The sheriff said law enforcement is making plans to send officers to locations where there is still water, food or gas due to arguments and threats of violence.

“If you’ll just bear with us and be patient one more day – I hate to say it, but I know how desperate we are for water in our community – but we’re trying as hard as we can to get them up the mountain,” Buncombe County said. Manager Avril Pinder said:

In Florida’s Big Bend, some lost nearly everything they owned and emerged from the storm without even a pair of shoes. With houses of worship still dark in a county where 97% of customers were without power as of Sunday morning, some churches canceled regular services while others, like Faith Baptist Church in Perry, opted to worship outside.

Puddles and tree debris still cover the grounds of Faith Baptist Church. The church urged parishioners to “pray for our community” in a message posted on the congregation’s Facebook page.

“We have the power. We don’t have electricity,” said Marie Ruttinger, a parishioner at Immaculate Conception Catholic Church. “Our God is powerful. He absolutely is.”

11.12 inches of rain fell in Atlanta in 48 hours; This was the highest amount of rain the city had seen in two days since records began in 1878.

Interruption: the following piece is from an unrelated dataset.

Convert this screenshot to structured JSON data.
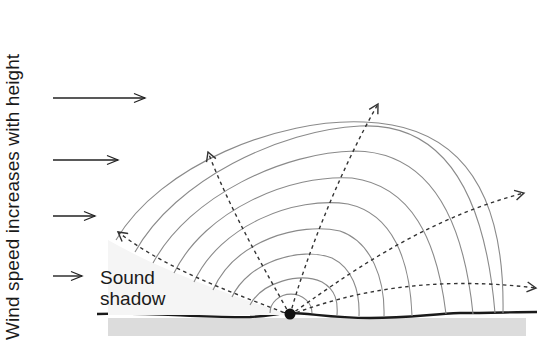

In Augusta, in eastern Georgia near the South Carolina state line, officials notified residents Sunday morning that water services around the city and Richmond County would be shut off for 24 to 48 hours. Trash and debris from the storm “impeded our ability to pump water,” a news release said. Authorities distributed bottled water at the town hall and said a box would be distributed to each household.

President Biden said Saturday that Helene’s devastation was “enormous” and promised to send aid. It also approved a disaster declaration for North Carolina and provided federal funding for affected individuals. Dozens of utility crews from New England states also headed south to help with the recovery.

Federal funding will be critical to rebuilding local communities, Sen. Marco Rubio said during an appearance on NBC’s “Meet The Press.”

“There are some coastal areas that are facing their third storm, some in the last 12 months,” Rubio said.

Helene, which killed at least 25 people in South Carolina, was the deadliest tropical cyclone in the state since Hurricane Hugo killed 35 people when it made landfall just north of Charleston in 1989. Deaths were also reported in Florida, Georgia, North Carolina and Virginia.

Moody’s Analytics said it expected property damage to be between $15 billion and $26 billion. AccuWeather’s preliminary estimate of Helene’s total damage and economic loss in the United States is between $95 billion and $110 billion.

The 11 confirmed deaths in Florida include nine people who drowned in their homes in the mandatory evacuation zone in Pinellas County on the Gulf Coast, Sheriff Bob Gualtieri said.

Climate change has worsened the conditions that cause such storms to grow larger, rapidly intensify in warming waters, and sometimes develop into powerful hurricanes within a few hours.

Helene was the eighth storm of the Atlantic hurricane season, which began June 1. The National Oceanic and Atmospheric Administration has predicted an above-average season this year due to record-warm ocean temperatures.

Collins reported from Columbia, South Carolina. Associated Press writers Patrick Whittle in Portland and Haya Panjwani in Washington, D.C., contributed.